22 Facts About Piero Sraffa

1.

Piero Sraffa was an influential Italian economist who served as lecturer of economics at the University of Cambridge.

2.

Piero Sraffa's father was a professor in commercial law and later dean at the Bocconi University in Milan.

3.

Piero Sraffa was in contact with Filippo Turati, perhaps the most important leader of the Italian Socialist Party, whom he allegedly met and frequently visited in Rapallo, where his family had a holiday villa.

4.

Piero Sraffa graduated in November 1920 with a thesis on inflation in Italy during the period of the Great War.

5.

Piero Sraffa's tutor was Luigi Einaudi, one of the most important Italian economists and later a president of the Italian Republic.

6.

Keynes entrusted Piero Sraffa with the Italian edition of his A Tract on Monetary Reform.

7.

In 1922 Piero Sraffa was appointed director of the provincial labour department in Milan, where he frequented socialist circles.

8.

In 1925, Piero Sraffa wrote about returns to scale and perfect competition.

9.

Piero Sraffa arrived in July of 1927 and remained there for life.

10.

Together with Frank P Ramsey and Ludwig Wittgenstein, Sraffa joined the so-called cafeteria group, an informal club that discussed Keynes's theory of probability and Friedrich Hayek's theory of business cycles.

11.

Piero Sraffa thoroughly analyzed the inconsistencies logic of Hayek's theory on the effect of forced capital savings caused by inflation and above all on the definition of natural interest rate.

12.

In 1939, Piero Sraffa was elected to a fellowship at Trinity College.

13.

Piero Sraffa aimed to demonstrate flaws in the mainstream neoclassical theory of value and develop an alternative analysis.

14.

Pasinetti's approach, based on Piero Sraffa's theory, has recently been developed by Kurz and Salvadori.

15.

Piero Sraffa was instrumental in securing Gramsci's prison notebooks from the Fascist authorities after the latter's death in 1937.

16.

Norman Malcolm famously credits Piero Sraffa with providing Ludwig Wittgenstein with the conceptual break that founded the Philosophical Investigations, by means of a rude gesture on Piero Sraffa's part:.

17.

Piero Sraffa made a gesture, familiar to Neapolitans as meaning something like disgust or contempt, of brushing the underneath of his chin with an outward sweep of the finger-tips of one hand.

18.

Analogously, Piero Sraffa was rebutting the neoclassical paradigm which was similarly atomistic and individualistic.

19.

Piero Sraffa was described as a shy and very reserved man who was devoted to study and books.

20.

Piero Sraffa's library contained more than 8,000 volumes, many of which are now in the Trinity College Library.

21.

Piero Sraffa was involved in Cambridge capital controversy, sometimes called "the capital controversy" or "the two Cambridges debate".

22.

In 1966, Paul Samuelson organized a symposium in the QJE, in which it was accepted by all parties, including Samuelson himself, that David Levhari had made a mistake and that Piero Sraffa's proposition is, of course, robust.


## What you have to do
Your answer should consist of each line from the data below that contains "Purchase".

## Records to use

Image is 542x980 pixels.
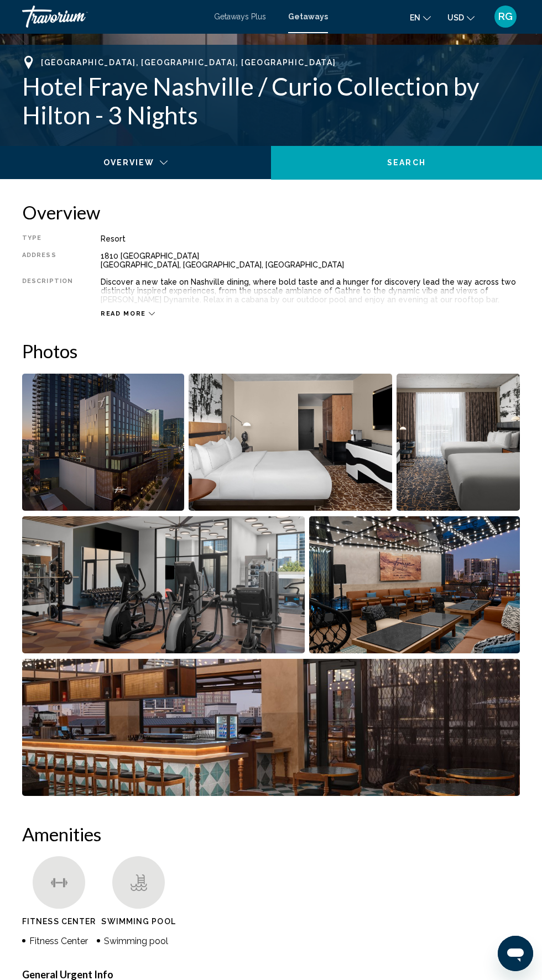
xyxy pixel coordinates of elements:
span: Swimming Pool [101,917,175,926]
button: Open full-screen image slider [22,373,184,511]
span: Swimming pool [104,936,168,947]
span: RG [498,11,512,22]
h1: Hotel Fraye Nashville / Curio Collection by Hilton - 3 Nights [22,72,519,130]
button: Open full-screen image slider [189,373,392,511]
div: Resort [101,235,519,243]
div: 1810 [GEOGRAPHIC_DATA] [GEOGRAPHIC_DATA], [GEOGRAPHIC_DATA], [GEOGRAPHIC_DATA] [101,252,519,269]
span: Search [387,158,426,168]
div: Address [22,252,73,269]
button: Open full-screen image slider [396,373,519,511]
button: Change currency [447,9,474,26]
h2: Amenities [22,823,519,845]
button: Read more [101,310,155,318]
iframe: Button to launch messaging window [498,936,533,971]
h2: Photos [22,340,519,362]
span: USD [447,13,464,22]
button: Search [271,146,542,179]
span: Fitness Center [30,936,88,947]
span: Fitness Center [22,917,96,926]
a: Getaways [288,12,328,21]
div: Discover a new take on Nashville dining, where bold taste and a hunger for discovery lead the way... [101,277,519,304]
button: Open full-screen image slider [22,659,519,797]
div: Type [22,235,73,243]
span: en [409,13,420,22]
div: Description [22,277,73,304]
button: Open full-screen image slider [309,516,519,654]
button: User Menu [491,5,519,28]
span: Read more [101,310,146,318]
button: Open full-screen image slider [22,516,304,654]
button: Change language [409,9,431,26]
a: Getaways Plus [214,12,266,21]
a: Travorium [22,5,203,28]
h2: Overview [22,201,519,224]
span: [GEOGRAPHIC_DATA], [GEOGRAPHIC_DATA], [GEOGRAPHIC_DATA] [41,58,335,67]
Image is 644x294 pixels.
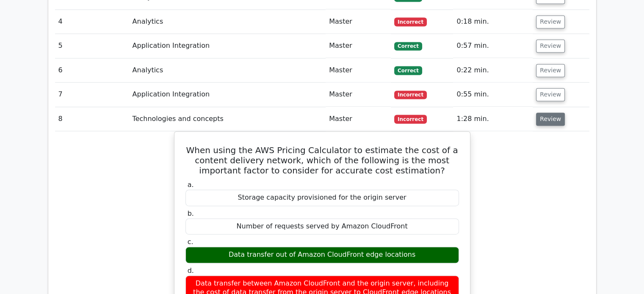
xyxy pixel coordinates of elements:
button: Review [536,88,565,101]
td: 7 [55,83,129,106]
div: Data transfer out of Amazon CloudFront edge locations [186,247,459,263]
td: 1:28 min. [453,107,532,131]
span: Correct [394,42,422,50]
td: 0:22 min. [453,59,532,83]
td: Master [325,10,391,34]
td: Application Integration [129,34,326,58]
td: Analytics [129,10,326,34]
span: c. [187,238,193,246]
td: Master [325,34,391,58]
td: Master [325,59,391,83]
span: Incorrect [394,91,427,99]
td: 0:57 min. [453,34,532,58]
td: 5 [55,34,129,58]
span: Incorrect [394,115,427,123]
td: 6 [55,59,129,83]
button: Review [536,15,565,28]
td: 0:55 min. [453,83,532,106]
td: 8 [55,107,129,131]
button: Review [536,39,565,52]
span: Incorrect [394,17,427,26]
td: Master [325,83,391,106]
span: b. [187,209,194,217]
td: 0:18 min. [453,10,532,34]
td: 4 [55,10,129,34]
div: Number of requests served by Amazon CloudFront [186,218,459,235]
button: Review [536,112,565,125]
td: Technologies and concepts [129,107,326,131]
h5: When using the AWS Pricing Calculator to estimate the cost of a content delivery network, which o... [185,145,460,176]
span: Correct [394,66,422,74]
button: Review [536,64,565,77]
div: Storage capacity provisioned for the origin server [186,189,459,206]
span: a. [187,181,194,189]
td: Analytics [129,59,326,83]
td: Master [325,107,391,131]
td: Application Integration [129,83,326,106]
span: d. [187,267,194,274]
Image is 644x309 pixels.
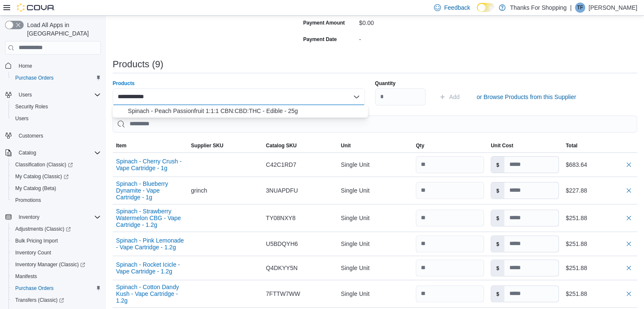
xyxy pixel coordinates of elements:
input: Dark Mode [477,3,495,12]
span: Promotions [15,197,41,204]
a: Adjustments (Classic) [8,223,104,235]
div: Single Unit [337,156,413,173]
span: TY08NXY8 [266,213,296,223]
a: Purchase Orders [12,283,57,293]
span: Adjustments (Classic) [12,224,101,234]
button: Users [2,89,104,101]
span: Home [15,60,101,71]
button: Spinach - Blueberry Dynamite - Vape Cartridge - 1g [116,180,185,201]
span: Classification (Classic) [12,160,101,169]
button: Users [8,112,104,125]
button: Spinach - Pink Lemonade - Vape Cartridge - 1.2g [116,237,185,251]
a: My Catalog (Classic) [8,171,104,182]
a: Inventory Manager (Classic) [12,260,88,269]
span: Adjustments (Classic) [15,225,71,232]
span: Purchase Orders [15,285,54,291]
span: My Catalog (Classic) [15,173,69,180]
span: Transfers (Classic) [15,297,64,303]
button: Customers [2,129,104,142]
a: Transfers (Classic) [8,294,104,306]
button: Add [436,88,463,105]
button: Purchase Orders [8,72,104,84]
span: Classification (Classic) [15,161,73,168]
button: Security Roles [8,101,104,112]
span: Manifests [15,273,37,280]
div: Taylor Fink [575,3,586,13]
button: Spinach - Cotton Dandy Kush - Vape Cartridge - 1.2g [116,284,185,304]
a: Inventory Manager (Classic) [8,258,104,270]
div: Single Unit [337,260,413,277]
div: Single Unit [337,285,413,302]
div: Single Unit [337,182,413,199]
span: Users [15,115,29,122]
span: Unit [341,142,351,149]
span: Manifests [12,271,101,281]
span: Qty [416,142,424,149]
span: Unit Cost [491,142,513,149]
div: Single Unit [337,235,413,252]
button: Manifests [8,270,104,282]
span: Purchase Orders [12,73,101,83]
span: Inventory [19,214,40,221]
button: Total [563,139,638,153]
a: Manifests [12,271,40,281]
span: Inventory Manager (Classic) [12,260,101,269]
span: grinch [191,185,207,195]
span: U5BDQYH6 [266,239,298,249]
span: Purchase Orders [15,75,54,81]
label: $ [491,236,504,252]
a: Customers [15,130,47,141]
div: Choose from the following options [112,105,368,117]
div: Single Unit [337,210,413,227]
button: Promotions [8,194,104,206]
span: Customers [15,130,101,141]
button: Qty [413,139,487,153]
span: Add [450,93,460,101]
a: Inventory Count [12,247,55,258]
span: Catalog SKU [266,142,297,149]
span: Home [19,62,32,69]
span: Users [15,90,101,100]
span: My Catalog (Beta) [12,183,101,193]
span: Security Roles [12,101,101,112]
label: Quantity [375,80,396,87]
span: Promotions [12,195,101,205]
button: Unit Cost [487,139,563,153]
button: Unit [337,139,413,153]
button: Users [15,90,35,100]
span: Catalog [19,149,36,156]
div: $251.88 [566,289,634,299]
span: Users [12,114,101,123]
div: $251.88 [566,239,634,249]
label: $ [491,260,504,276]
button: Catalog [2,147,104,158]
div: $251.88 [566,263,634,273]
p: | [570,3,572,13]
a: Transfers (Classic) [12,295,68,305]
button: Spinach - Strawberry Watermelon CBG - Vape Cartridge - 1.2g [116,208,185,228]
button: Supplier SKU [188,139,263,153]
span: Item [116,142,127,149]
label: Payment Amount [303,19,345,26]
span: TF [577,3,584,13]
button: Bulk Pricing Import [8,235,104,247]
label: Payment Date [303,36,337,43]
span: C42C1RD7 [266,160,296,169]
button: Catalog SKU [263,139,337,153]
button: Purchase Orders [8,282,104,294]
p: Thanks For Shopping [510,3,567,13]
span: Transfers (Classic) [12,295,101,305]
span: 7FTTW7WW [266,289,300,299]
img: Cova [17,3,55,12]
h3: Products (9) [112,59,164,69]
span: Inventory Count [12,247,101,258]
span: Customers [19,132,43,139]
div: $251.88 [566,213,634,223]
button: or Browse Products from this Supplier [474,88,580,105]
span: Catalog [15,147,101,158]
div: - [359,32,472,43]
label: $ [491,210,504,226]
span: 3NUAPDFU [266,185,298,195]
button: Spinach - Peach Passionfruit 1:1:1 CBN:CBD:THC - Edible - 25g [112,105,368,117]
button: Inventory [15,212,43,222]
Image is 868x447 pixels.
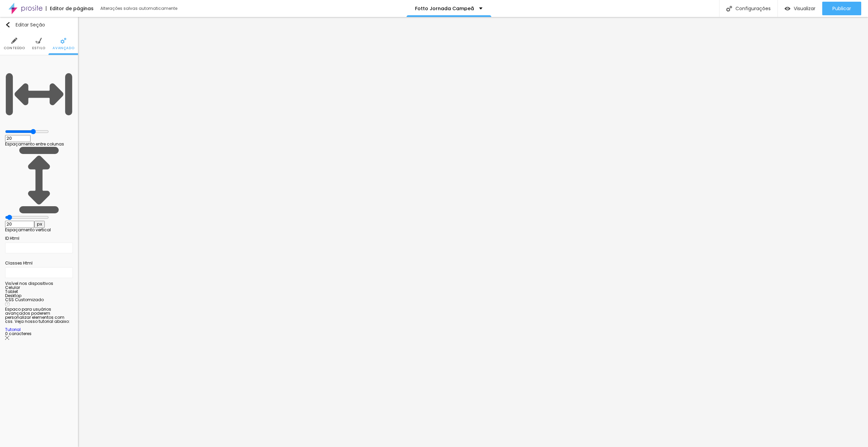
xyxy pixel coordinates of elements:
div: Editar Seção [5,22,45,27]
img: view-1.svg [785,6,791,11]
a: Tutorial [5,326,21,332]
img: Icone [35,38,42,43]
img: Icone [5,336,9,340]
div: Visível nos dispositivos [5,281,73,285]
span: Estilo [32,47,45,50]
button: px [35,221,45,228]
p: Fotto Jornada Campeã [415,6,474,10]
span: Conteúdo [4,47,25,50]
span: Tablet [5,288,18,294]
div: Editor de páginas [46,6,93,10]
div: CSS Customizado [5,298,73,302]
img: Icone [5,302,10,306]
div: Espaçamento entre colunas [5,142,73,146]
div: Espaçamento vertical [5,228,73,232]
span: Desktop [5,292,22,298]
div: Espaco para usuários avançados poderem personalizar elementos com css. Veja nosso tutorial abaixo: [5,307,73,332]
span: Visualizar [794,6,816,11]
img: Icone [11,38,17,43]
div: ID Html [5,235,73,242]
img: Icone [5,146,73,214]
span: Celular [5,284,20,290]
button: Publicar [823,2,862,15]
iframe: Editor [78,17,868,447]
img: Icone [727,6,733,11]
span: Publicar [833,6,851,11]
div: Alterações salvas automaticamente [101,6,178,10]
div: Classes Html [5,260,73,266]
span: Avançado [52,47,74,50]
img: Icone [5,60,73,128]
button: Visualizar [779,2,823,15]
img: Icone [5,22,10,27]
div: 0 caracteres [5,332,73,341]
img: Icone [60,38,66,43]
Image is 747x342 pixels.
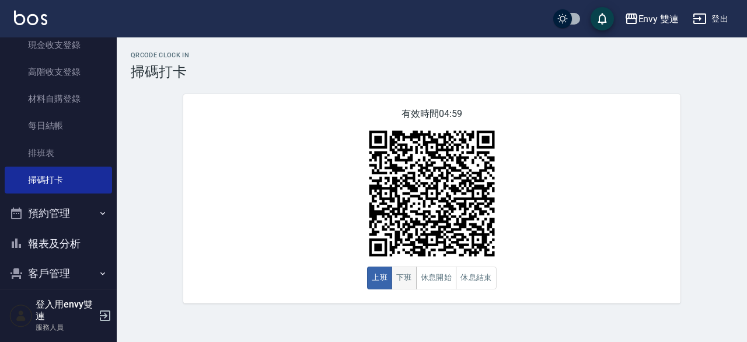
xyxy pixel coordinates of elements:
a: 排班表 [5,140,112,166]
button: 客戶管理 [5,258,112,288]
a: 每日結帳 [5,112,112,139]
div: 有效時間 04:59 [183,94,681,303]
button: Envy 雙連 [620,7,684,31]
button: 休息開始 [416,266,457,289]
button: 預約管理 [5,198,112,228]
button: save [591,7,614,30]
a: 掃碼打卡 [5,166,112,193]
img: Logo [14,11,47,25]
button: 上班 [367,266,392,289]
button: 員工及薪資 [5,288,112,319]
p: 服務人員 [36,322,95,332]
button: 下班 [392,266,417,289]
h5: 登入用envy雙連 [36,298,95,322]
a: 現金收支登錄 [5,32,112,58]
h2: QRcode Clock In [131,51,733,59]
button: 休息結束 [456,266,497,289]
div: Envy 雙連 [639,12,680,26]
img: Person [9,304,33,327]
a: 材料自購登錄 [5,85,112,112]
button: 登出 [688,8,733,30]
h3: 掃碼打卡 [131,64,733,80]
a: 高階收支登錄 [5,58,112,85]
button: 報表及分析 [5,228,112,259]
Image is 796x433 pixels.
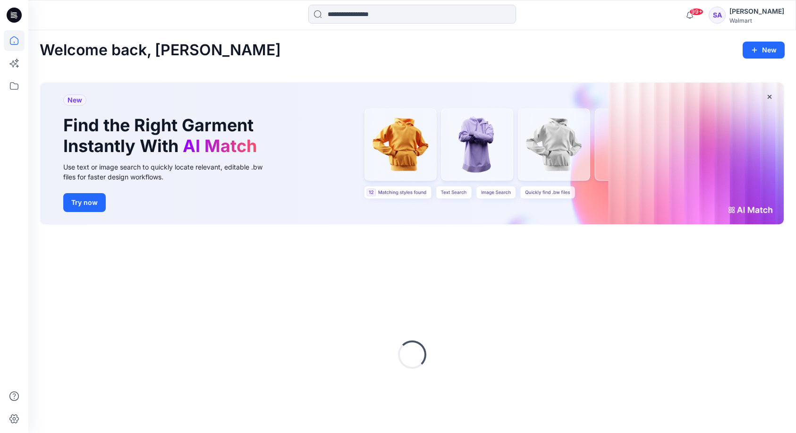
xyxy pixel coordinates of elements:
button: New [743,42,785,59]
div: Walmart [730,17,785,24]
div: Use text or image search to quickly locate relevant, editable .bw files for faster design workflows. [63,162,276,182]
button: Try now [63,193,106,212]
h1: Find the Right Garment Instantly With [63,115,262,156]
span: 99+ [690,8,704,16]
h2: Welcome back, [PERSON_NAME] [40,42,281,59]
span: AI Match [183,136,257,156]
div: SA [709,7,726,24]
div: [PERSON_NAME] [730,6,785,17]
span: New [68,94,82,106]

## Answer box
a: Purchase Orders [12,283,57,293]
span: Purchase Orders [15,285,54,291]
button: Purchase Orders [8,72,104,84]
span: Purchase Orders [12,73,101,83]
span: Purchase Orders [15,75,54,81]
button: Purchase Orders [8,282,104,294]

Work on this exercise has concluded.